Worcester Warriors 7 Northampton Saints 22

On this evidence whether John Brain, the Worcester Warriors director of rugby, cares about the Powergen Cup is somewhat irrelevant. Last year he apparently didn't, this year it is a 'high priority'.

Brain can care as little or as much as he likes but if his side play like this against Leicester next week it won't make one iota of difference, because they will lose, badly.

Poor handling, poor passing, poor decision-making, and a much-vaunted scrum rendered impotent by a solid Northampton pack did nothing to suggest anything but defeat at Welford Road.

Worcester, however, are hardly likely to play this badly again. The side that has made such a storming start in the Premiership does not become a bad one overnight, they just had one of those days when nothing worked.

Out-performed in every position, including at flanker where England hooker Steve Thompson had a mighty game for the Saints, there were, as coach Anthony Eddy put it, "no positives to be taken from a display like that".

"I was pretty disappointed," he said. "We were aiming to be a bit more attacking and a lot more positive than what we did out there today.

"With a loss like that you just move on. The players understand they've let themselves down, so there is no point yelling at them. They're all grown adults and it's their job to play rugby so we'll just get on with it."

In the pragmatism of that assessment is everything that needed to be said from a coaching point of view and yet it does not convey the dominance of the visitors, or the awfulness of the Worcester display.

As is often the case at Sixways it wasn't in the backs that the game was won or lost, it was in the forwards. Except this time it was Worcester, and not the opposition, who were battered into submission.

Such was the dominance of the Northampton forwards that at one stage the Warriors were conceding penalties at a rate of one every three minutes. When they weren't conceding penalties, their constant infringing at rucks and mauls was handing Northampton a scrummaging platform that they used ruthlessly.

With a dominant forward pack there are few deadlier in the game than Carlos Spencer.

The battle between the incumbent of the No 10 shirt at Northampton and his predecessor, Shane Drahm, was the game in microcosm - a non-contest.
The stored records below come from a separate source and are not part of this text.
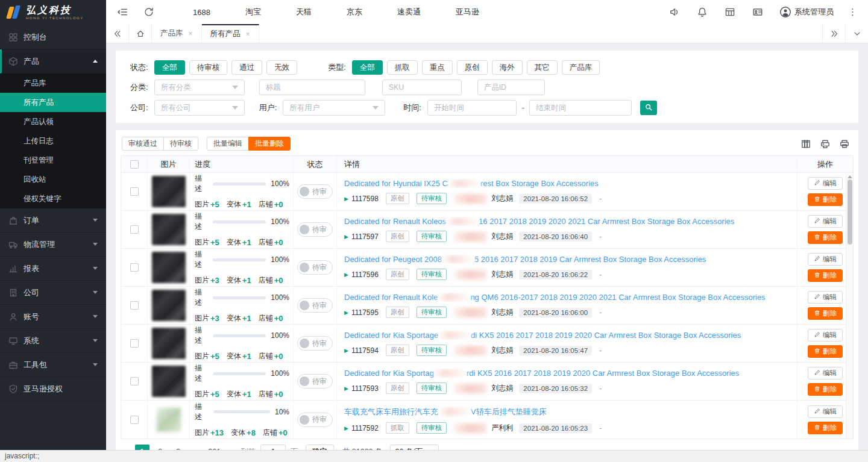 The height and width of the screenshot is (462, 868). What do you see at coordinates (730, 12) in the screenshot?
I see `apps-icon` at bounding box center [730, 12].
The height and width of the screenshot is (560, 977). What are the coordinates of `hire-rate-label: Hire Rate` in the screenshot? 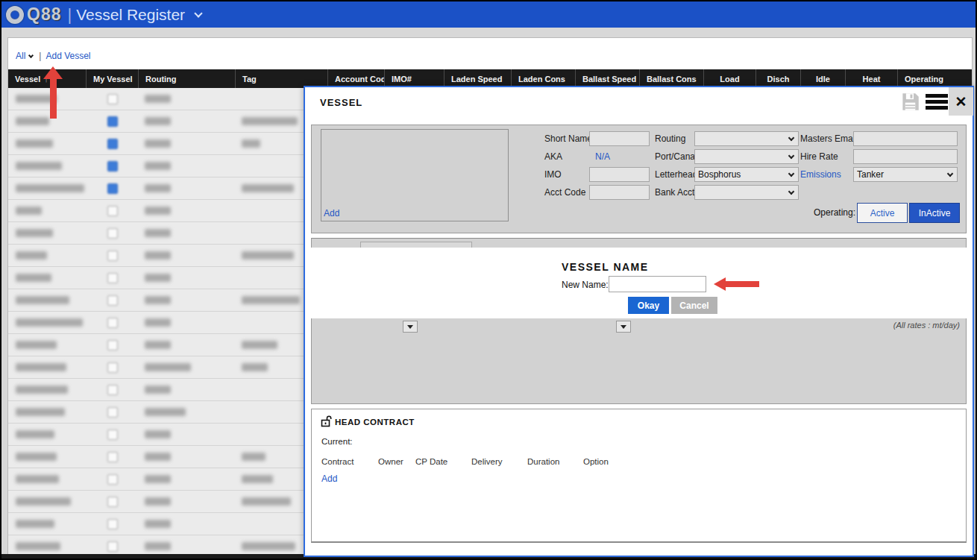 It's located at (819, 157).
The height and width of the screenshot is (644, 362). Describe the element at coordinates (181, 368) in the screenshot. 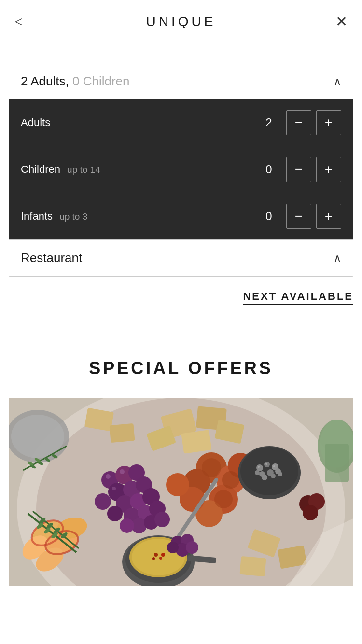

I see `special-offers-title: SPECIAL OFFERS` at that location.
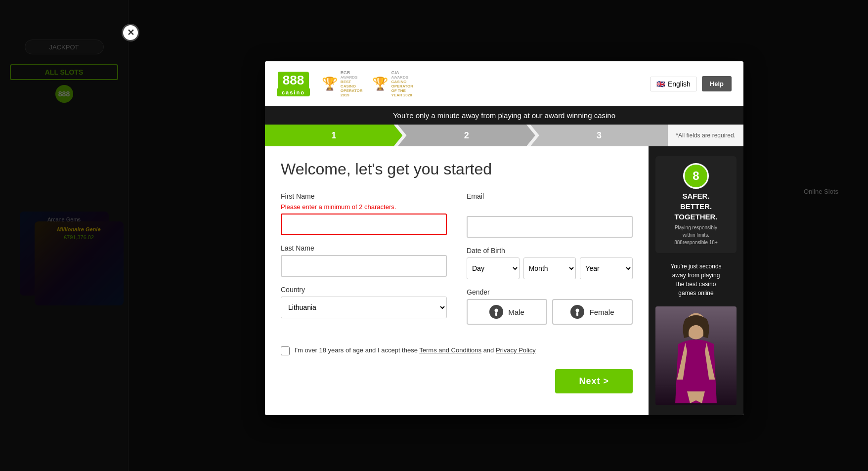 The image size is (868, 471). Describe the element at coordinates (334, 135) in the screenshot. I see `step-1-label: 1` at that location.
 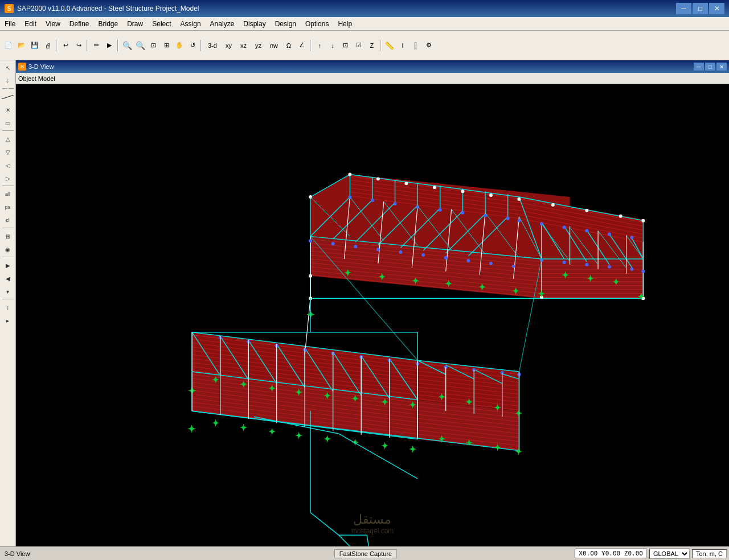 What do you see at coordinates (8, 139) in the screenshot?
I see `triangle-up-button: △` at bounding box center [8, 139].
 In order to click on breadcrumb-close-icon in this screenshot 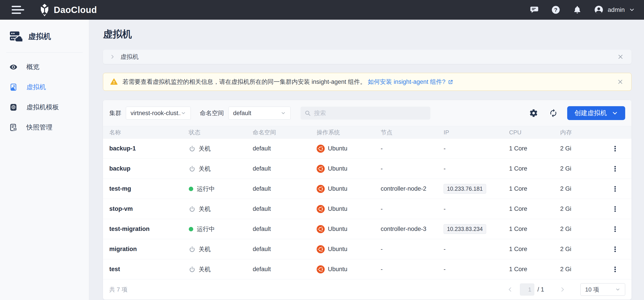, I will do `click(620, 57)`.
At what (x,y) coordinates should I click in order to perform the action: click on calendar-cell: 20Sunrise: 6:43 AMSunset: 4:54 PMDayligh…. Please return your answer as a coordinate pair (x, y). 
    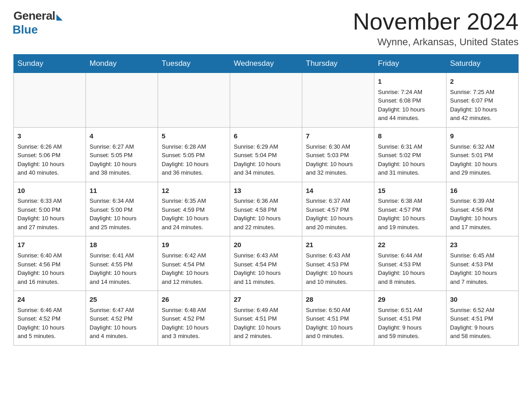
    Looking at the image, I should click on (266, 264).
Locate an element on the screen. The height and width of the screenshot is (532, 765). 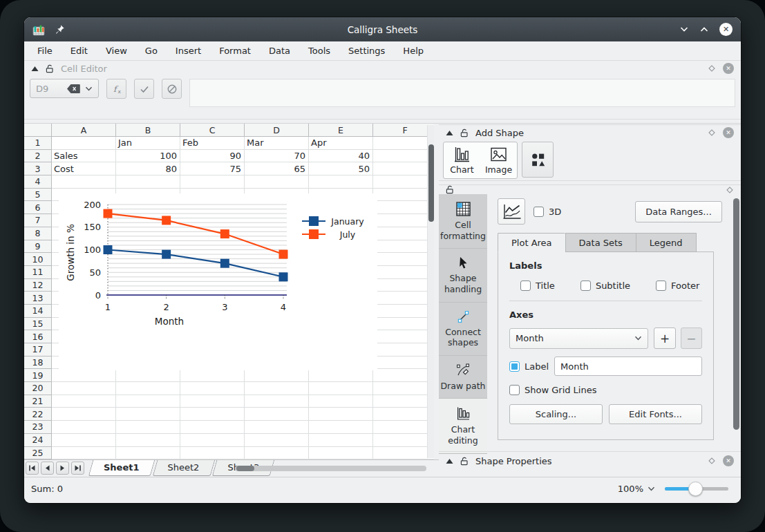
cell-f5 is located at coordinates (404, 195).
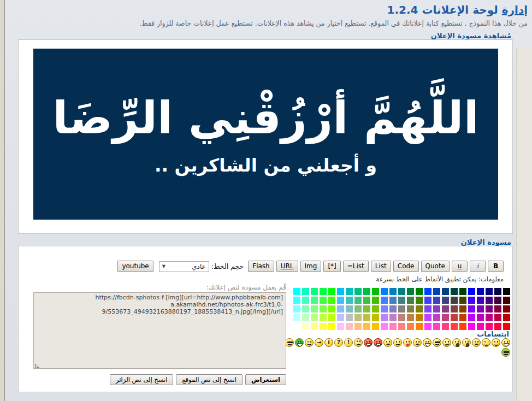 The height and width of the screenshot is (401, 532). Describe the element at coordinates (437, 343) in the screenshot. I see `smiley-cool` at that location.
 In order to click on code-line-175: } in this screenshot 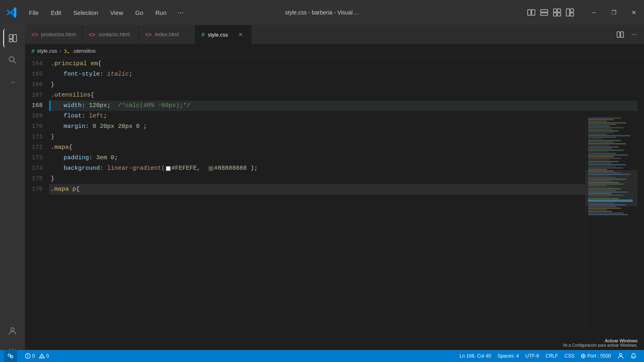, I will do `click(343, 179)`.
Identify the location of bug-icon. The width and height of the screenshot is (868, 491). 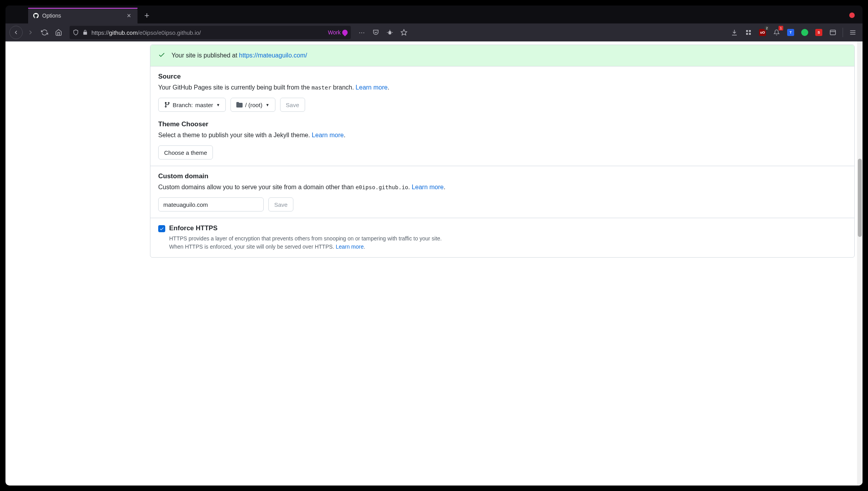
(390, 32).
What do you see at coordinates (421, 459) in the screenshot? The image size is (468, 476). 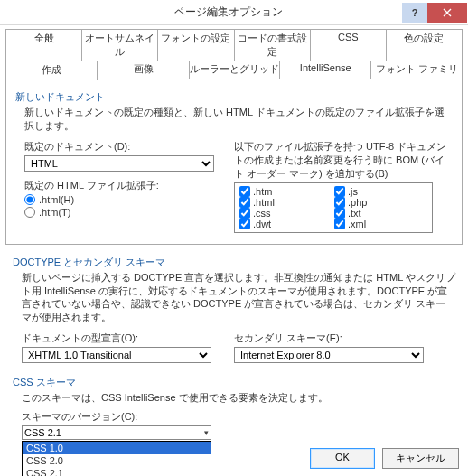 I see `cancel-button: キャンセル` at bounding box center [421, 459].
When Spencer walked off the field at the end of the encounter he appeared much as he had at the start. Hair perfectly sculpted, shirt, shorts, and socks immaculate, and not a bead of sweat anywhere to be seen.

The former All Black seemingly operated at half speed for the entire game and was still a class apart. A quick half-break here, a clever scoring pass there and a chip and chase for variety and Spencer had quietly and very effectively ended Worcester's challenge before it began. In Spencer, Bruce Reihana and Ben Cohen, Northampton had a trio whose power, pace and intelligence asked questions the home side could not answer.

It took eight minutes for the visitors to go in front and, while Cohen scored, Spencer was creator and provider.

A half break, a perfect pass, and Cohen finished off one of the easier scores of his career.

Reihana added the extras and when Cohen went over again, following a fine break by Sean Lamont to make it 12-0, the game was all but over.

With their forward platform nullified Worcester tried to run the ball. Whether it was pre-planned or not, it didn't work because the handling, passing and decisionmaking was awful. A halfbreak by Gary Trueman was the most that their first-half efforts could muster and it was not much better in the second.

Although they spent more time in the Northampton half than the five minutes in the first half, Tevita Taumoepeau's try was all they could manage. By that time, Reihana had added two penalties and Sam Harding had crossed. The Saints led 22-0.

Worcester's miserable afternoon was made worse when Andre Van Niekerk suffered a suspected dislocated shoulder when attempting to tackle Cohen ten minutes from time. Dale Rasmussen was helped off shortly after with a damaged knee. A game that was well beyond Brain's men wound down to its inevitable conclusion.